A <DateRangePicker> shared across Reports, Invoices, and Filters.
A multi-step subscribe form that reveals a seat-count field only on the Pro plan.
A <Section> wrapper whose only job is to add vertical spacing.
A button whose sole job is to call a Server Action that already has its own seam test.

Under globals: false, you write your first *.dom.test.tsx files and they pass individually but start failing in a full run with “found multiple elements.” What’s missing from the jsdom setup file?

afterEach(cleanup) — without a global afterEach for RTL to auto-hook, each rendered tree stays mounted into the next test, so queries match elements from a previous render.
A ResizeObserver polyfill — the missing browser API leaves stale nodes mounted across tests.
vi.resetAllMocks() in afterEach — without it the navigation mock returns the previous test’s elements.

Your render helper calls userEvent.setup() with no options. A teammate suggests copying userEvent.setup({ delay: null }) from an older tutorial to speed tests up. Is that the right default?

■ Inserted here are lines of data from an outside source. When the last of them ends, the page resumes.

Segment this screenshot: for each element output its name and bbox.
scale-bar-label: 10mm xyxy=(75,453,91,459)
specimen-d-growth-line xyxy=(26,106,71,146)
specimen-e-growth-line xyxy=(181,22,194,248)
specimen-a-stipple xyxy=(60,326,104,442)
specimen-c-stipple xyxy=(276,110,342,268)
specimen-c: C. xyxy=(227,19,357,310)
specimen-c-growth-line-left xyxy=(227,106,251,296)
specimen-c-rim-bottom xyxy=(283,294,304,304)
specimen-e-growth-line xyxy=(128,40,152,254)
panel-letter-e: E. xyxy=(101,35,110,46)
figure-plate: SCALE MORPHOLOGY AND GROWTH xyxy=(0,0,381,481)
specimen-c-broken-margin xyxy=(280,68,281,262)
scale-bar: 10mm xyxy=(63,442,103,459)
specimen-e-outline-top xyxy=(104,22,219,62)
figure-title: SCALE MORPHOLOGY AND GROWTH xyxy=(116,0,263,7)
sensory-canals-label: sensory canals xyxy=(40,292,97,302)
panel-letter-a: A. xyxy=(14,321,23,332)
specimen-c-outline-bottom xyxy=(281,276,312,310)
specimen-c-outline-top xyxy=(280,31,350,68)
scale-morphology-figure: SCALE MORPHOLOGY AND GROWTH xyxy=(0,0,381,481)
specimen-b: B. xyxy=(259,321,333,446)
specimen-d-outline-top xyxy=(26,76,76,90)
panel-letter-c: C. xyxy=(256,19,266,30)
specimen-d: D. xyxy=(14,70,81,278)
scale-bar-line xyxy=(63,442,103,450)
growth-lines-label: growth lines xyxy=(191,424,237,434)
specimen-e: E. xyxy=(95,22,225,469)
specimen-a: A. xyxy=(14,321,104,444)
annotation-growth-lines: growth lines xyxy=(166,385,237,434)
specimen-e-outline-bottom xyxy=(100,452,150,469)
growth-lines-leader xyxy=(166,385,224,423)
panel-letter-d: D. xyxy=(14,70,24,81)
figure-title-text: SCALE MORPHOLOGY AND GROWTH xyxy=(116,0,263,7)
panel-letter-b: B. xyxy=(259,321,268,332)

No — bare userEvent.setup() is the correct default; the docs discourage { delay: null } and warn it causes unexpected behavior, especially with fake timers.
Yes — { delay: null } removes inter-keystroke delays and is the recommended default for any test suite.
Yes, but only in the render helper, never inside an individual it block.

A Confirm button carries class btn-primary, id submit, text Confirm, aria-label="Confirm purchase", role button, and data-testid="submit-btn". You’re proving a user can click it. Which query belongs at the top of the ladder?

screen.getByRole('button', { name: /confirm purchase/i })
screen.getByTestId('submit-btn')
screen.getByText('Confirm')

You want to assert that no validation error is shown before the user submits. Which query family is correct, and why?

queryBy* — it returns null when nothing matches, which is the only family that lets a “not present” assertion run.
getBy* — it’s the default for any presence check, and .not.toBeInTheDocument() flips it to a negative.
findBy* — absence is an async condition, so you must wait to confirm nothing appeared.

A subscribe-form component test mocks createSubscription, clicks Subscribe, and its only assertion is expect(createSubscription).toHaveBeenCalledWith({ plan: 'pro', seats: 5 }). It passes. What’s wrong with it?

It checks the mock was called but never what the form did with the result — it stays green even if the form then renders a blank screen and the user gets no feedback.
Calling a real Server Action from jsdom hits the database, so this assertion can’t honestly pass in a component test.
It stops too early — it should read back the subscription row to confirm the write actually landed.

For the date-range picker test, why pin time with vi.setSystemTime(new Date('2026-05-14')) before asserting that pressing {ArrowRight} moves focus to “15 May”?

The grid is rendered relative to “today” — without a fixed clock, which day “15 May” sits next to changes with the CI run date, making the focus target flaky by construction.
userEvent.keyboard needs fake timers installed, and setSystemTime is what installs them.
It prevents the real network clock from drifting the MSW handler timestamps out of range.